A Quote by G. Edward Griffin

During the Nuremberg trials, Oswald Pohl, an SS Lieutenant General,...is shown here explaining how Farben operated such concentration camps as Auschwitz and Buchenwald.
The thing about World War II is that everyone knows about the concentration camps in Europe - in Nazi Germany and Poland and Auschwitz and the other camps - but, no one really talks about the camps that were here in the United States.
When I was taken to the concentration camp of Auschwitz, a manuscript of mine ready for publication was confiscated. Certainly, my deep desire to write this manuscript anew helped me to survive the rigors of the camps I was in.
When I began research, I read the writings of the Sonderkommandos. They are not well known, but these prisoners wrote from the middle of hell from Auschwitz, to let the world know what happened. The texts were buried beneath the ground and found after the liberation of the concentration camps.
When I visited concentration camps, I was more interested in how people responded to the camps than in the actual places. I watched kids picnicking on the ovens and other people stricken with grief.
[Albert]Camus had denounced the gulag and Stalin's trials. Today we can see that he was right. To say that there were concentration camps in the USSR at the time was blasphemous, something very serious indeed. Today we think about the USSR with the camps also in mind, but before it just wasn't allowed. Nobody was allowed to think that or say that if you were left-wing.
You've gotta understand - when you interview someone, it's not an interrogation. It's not the Nuremberg Trials.
By my monastic life and vows I am saying no to all the concentration camps, the aerial bombardments, the staged political trials, the judicial murders, the racial injustices, the economic tyrannies, and the whole socioeconomic apparatus which seems geared for nothing but global destruction in spite of all its fair words in favor of peace.
The American and the British armies liberated camps, there wasn't a single order of the day: Let's go and liberate the camp. They stumbled upon the camps. Same thing with the Russians, I asked the Colonel who liberated Auschwitz, they didn't, there wasn't a priority. But I feel that that was a mistake, it was a sin because they could have saved so many people and they didn't.
The dismembering of a human being routinely in 30 minutes on an outpatient bases - or any other way - is barbaric. Four blocks from our church all year long - like churches within smelling distance of Auschwitz or Dachau or Buchenwald.
My concern is: How on earth is anything more urgent than the lives of people in North Korean concentration camps?
I can guarantee that not because I give Attorney General [Loretta] Lynch a directive. That is institutionally how we have always operated. I do not talk to the attorney general about pending investigations [On Hillary Clinton].
When we write about Auschwitz, we must know that Auschwitz, in a certain sense at least, suspended literature. One can only write a black novel about Auschwitz or - you should excuse the expression - a cheap serial, which begins in Auschwitz and is still not over.
As Polish society we cannot live with the term 'Polish death camps' or 'Polish concentration camps.'
Whether you're a second lieutenant working with a captain and a lieutenant colonel, or a four-star general working with the Office Secretary of Defense and the White House, the decision makers have got to have ground truth. Otherwise, the decisions they make could be flawed - and that can be dangerous.
Oswald: "All your life" Aurore: "What?" Oswald: "All your life, isn't that what you wanted to know? How long I loved you?" Aurore: "Well, yes, I suppose I did, but that wasn't what I was going to ask just now." Oswald: "I tell you I've loved you since the day you were born, and you tell me you want to know something else. There's no one quite like you, is there, Aurore?
The one thing I was always told is you absolutely have to tell truth to power. Whether you're a second lieutenant working with a captain and a lieutenant colonel, or a four-star general working with the Office Secretary of Defense and the White House, the decision makers have got to have ground truth.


◆ ASSIGNED TASK
Here the job is to copy the data exactly and to exclude every image from it.

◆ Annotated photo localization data
========================
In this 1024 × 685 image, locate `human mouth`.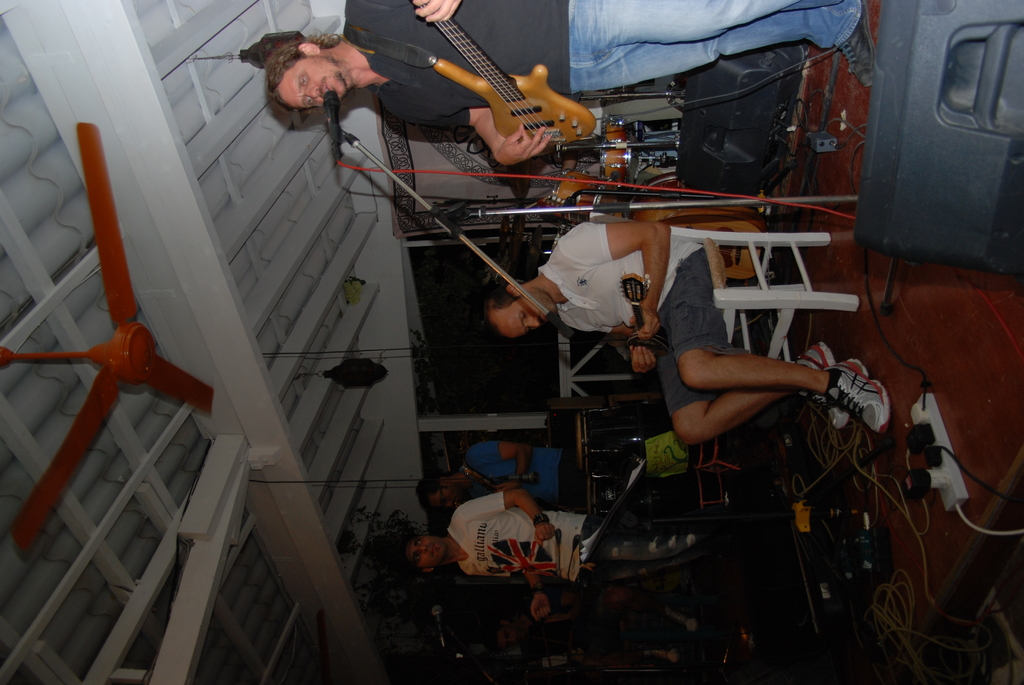
Bounding box: rect(319, 82, 335, 102).
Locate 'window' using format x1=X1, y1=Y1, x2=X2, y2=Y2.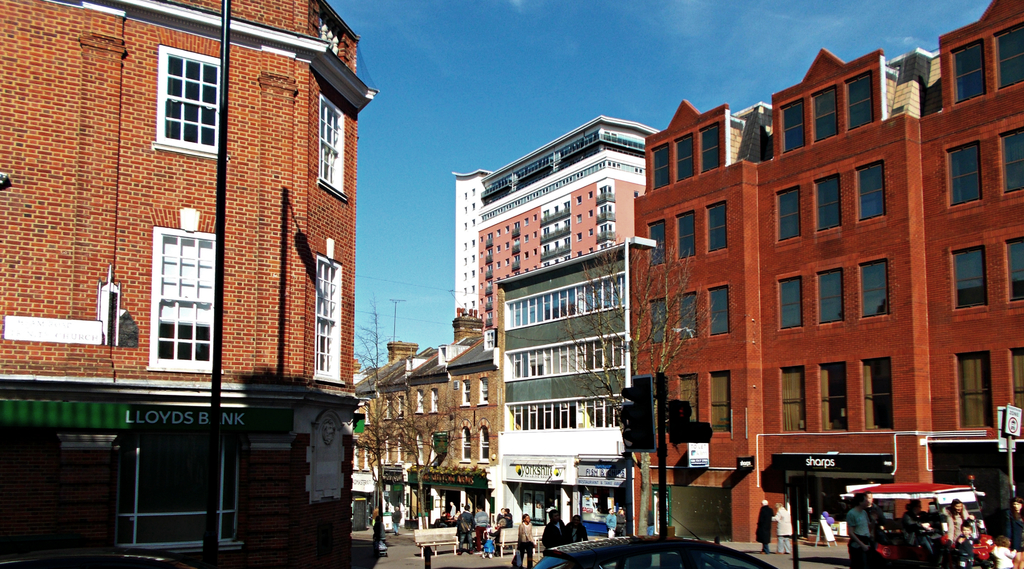
x1=470, y1=284, x2=476, y2=294.
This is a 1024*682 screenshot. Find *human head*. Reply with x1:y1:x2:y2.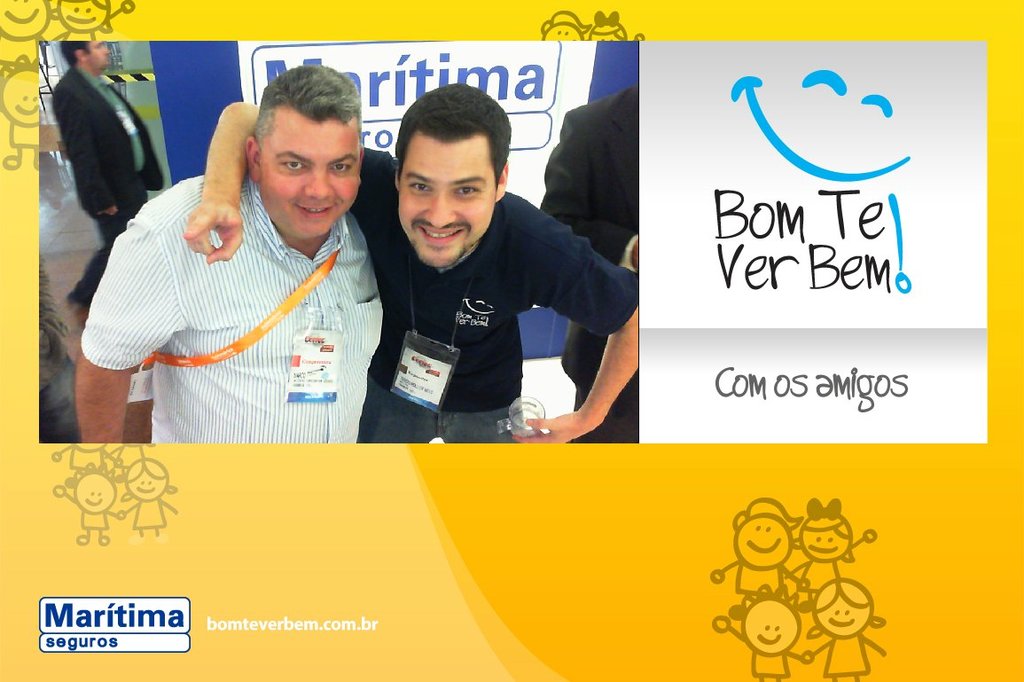
380:85:511:247.
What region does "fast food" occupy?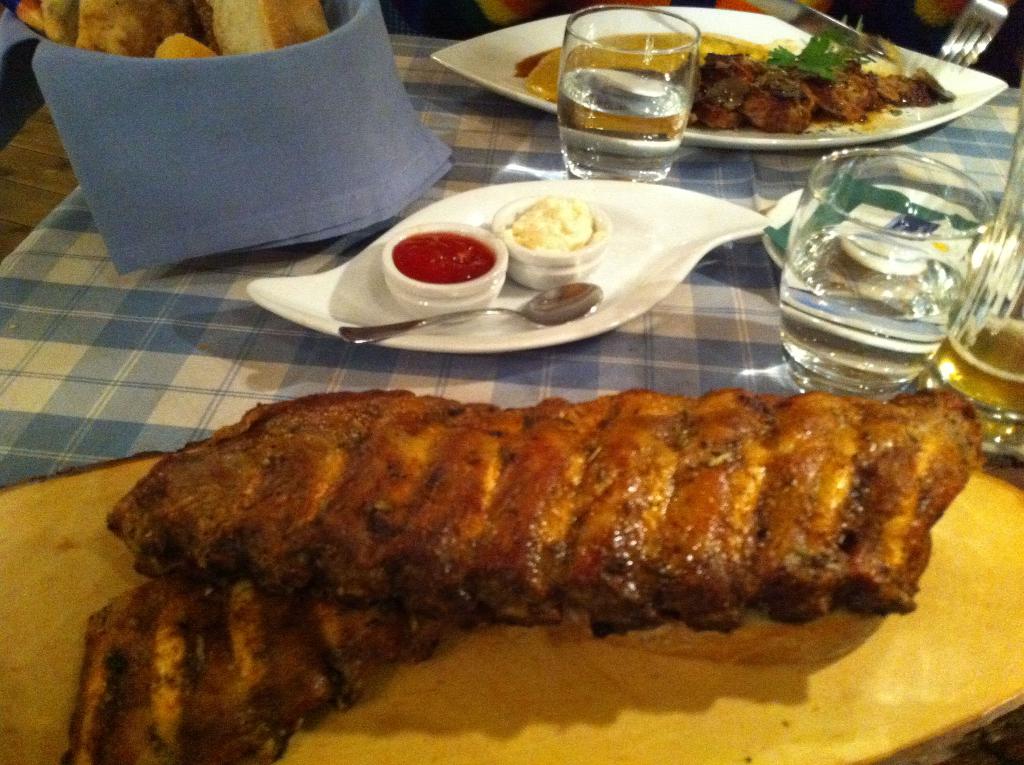
detection(15, 0, 342, 65).
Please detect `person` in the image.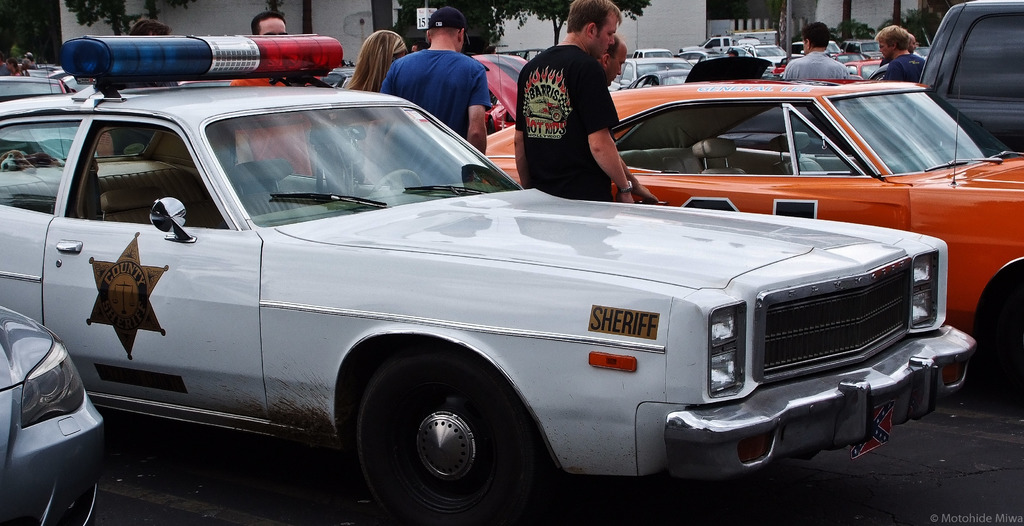
96:8:176:159.
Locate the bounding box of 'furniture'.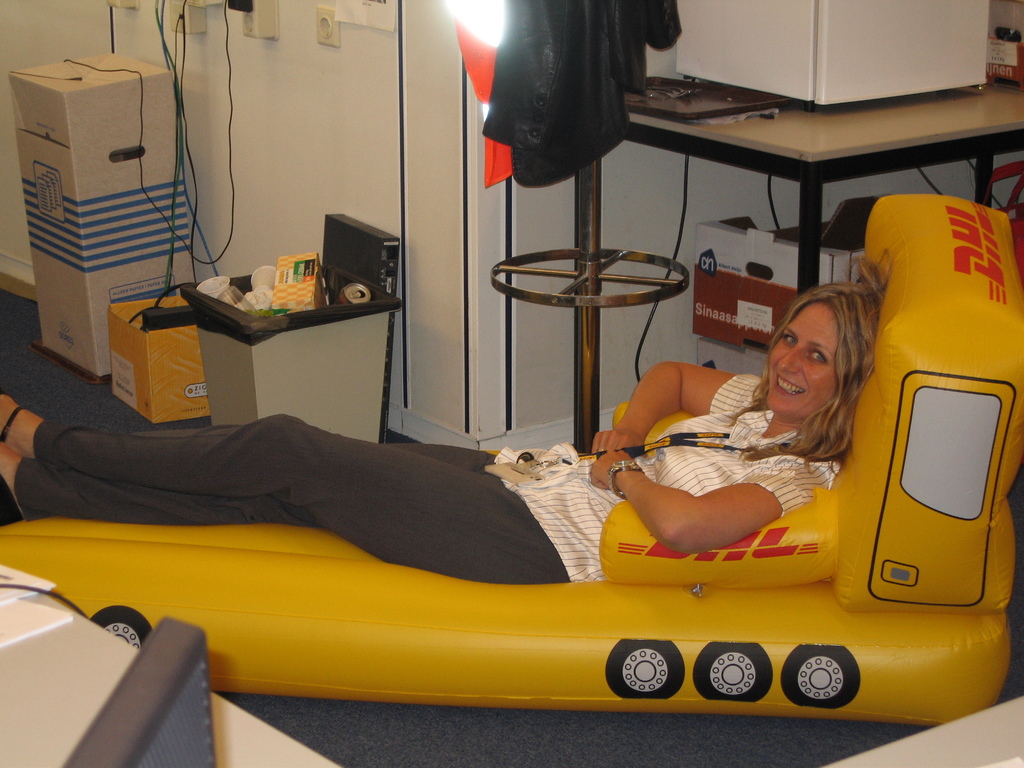
Bounding box: locate(623, 74, 1023, 296).
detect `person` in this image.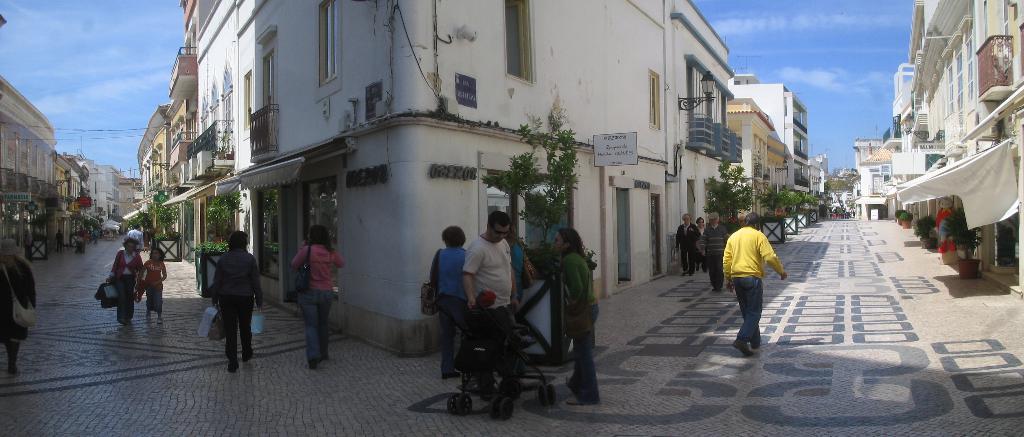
========================
◆ ANSWER SECTION
In this 1024 × 685 image, locate `human mouth`.
Bounding box: rect(319, 82, 335, 102).
Locate 'window' using format x1=X1, y1=Y1, x2=X2, y2=Y2.
x1=470, y1=284, x2=476, y2=294.
This is a 1024*682 screenshot. Find *human head*. Reply with x1:y1:x2:y2.
380:85:511:247.
What region does "fast food" occupy?
detection(15, 0, 342, 65).
Please detect `person` in the image.
96:8:176:159.
Locate the bounding box of 'furniture'.
Bounding box: locate(623, 74, 1023, 296).
detect `person` in this image.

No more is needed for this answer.